Dr. Manhattan. Has completely and literally lost his humanity. He’s no longer able to relate to humans on any worthwhile plane other than the godlike intellectual. “Human life is interesting…I think I’ll go create some.” is a great line.

But only Nite Owl and Silk Spectre are, in all of the cast, human in all phases. They see the insanity around them. They know the horror that’s going on and try to take steps to stop it. When Ozymandias pulls off his horror show they also know that there’s little they can do about it and decide a change in life is in order.

Note, also, that in the Pirate comic the character is defined by how he gives up his sanity and humanity and eventually that comes around to haunt him by killing and destroying in what he believed, in his insanity, is a good and worthy cause.

And just as simple as that I find that all the characters, other than Nite Owl and Silk Spectre are insane and inhuman to varying degrees and for varying reasons. The only real possibility for the audience to identify with a character as the lead is Nite Owl and Silk Spectre.

But they aren’t making the film for the however many tens of thousands (or even hundreds of thousands) of people who read and got the source material. They’re making it for the tens or hundreds of millions of people who’ve never read it or even heard of it. Comic book movies can’t make money if only comic book fans go to see it.

I could understand if they were making a movie adaptation of Finnegan’s Wake and decided they needed to bring it down a notch to make it accessible.

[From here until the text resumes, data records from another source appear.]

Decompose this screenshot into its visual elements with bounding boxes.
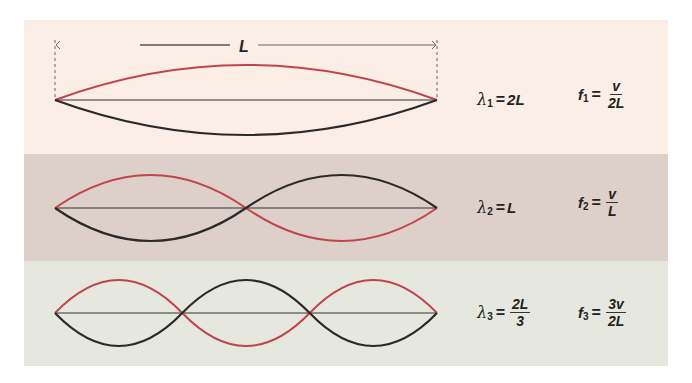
mode-1-frequency: f1= v2L xyxy=(578,79,626,110)
mode-3-wave xyxy=(55,280,437,346)
mode-3-wavelength: λ3= 2L3 xyxy=(477,297,530,328)
mode-1-wavelength: λ1=2L xyxy=(477,90,525,109)
mode-3-frequency: f3= 3v2L xyxy=(578,297,626,328)
fraction: 2L3 xyxy=(510,297,530,328)
fraction: 3v2L xyxy=(606,297,626,328)
mode-2-frequency: f2= vL xyxy=(578,187,618,218)
fraction: v2L xyxy=(606,79,626,110)
length-label: L xyxy=(239,38,249,55)
fraction: vL xyxy=(606,187,619,218)
mode-2-wavelength: λ2=L xyxy=(477,198,516,217)
mode-2-wave xyxy=(55,175,437,241)
mode-1-wave xyxy=(55,65,437,135)
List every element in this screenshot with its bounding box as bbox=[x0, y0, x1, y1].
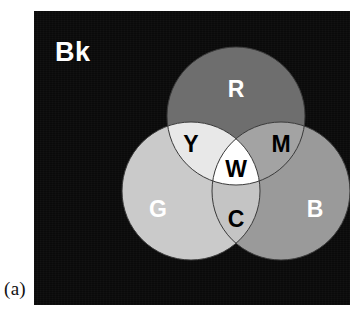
figure-root: Bk bbox=[0, 0, 357, 319]
background-label-bk: Bk bbox=[55, 39, 91, 66]
diagram-panel: Bk bbox=[34, 11, 350, 305]
figure-caption: (a) bbox=[4, 279, 26, 298]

But we’re talking comic books here - was it really necessary to simplify the Fantastic Four or Daredevil or Hellboy? I think most people would have been able to follow the original stories.

Sure, but the length figures into the complexity. Watchmen is 12 issues long, with a lot of characters and backstory. Trying to fit all of that really complex story into 2 hours – even 3 hours, if you want to take a shot at trying to sell that to the money people – is going to be hard and wind up confusing people.

My approach to movie adaptations is to lighten up. Movies are different from books or comics. Would you expect your favorite book or comic to undergo some alterations if it were being adapted for radio or a stage play? I do, and I figure I’ll take the movie as its own thing.

As a result, I enjoyed League of Extraordinary Gentlemen. If I think of it as an adaptation of the comics, it sucks. But if I think of it as a brainless action movie that happens to share the same neat concept, I can enjoy it.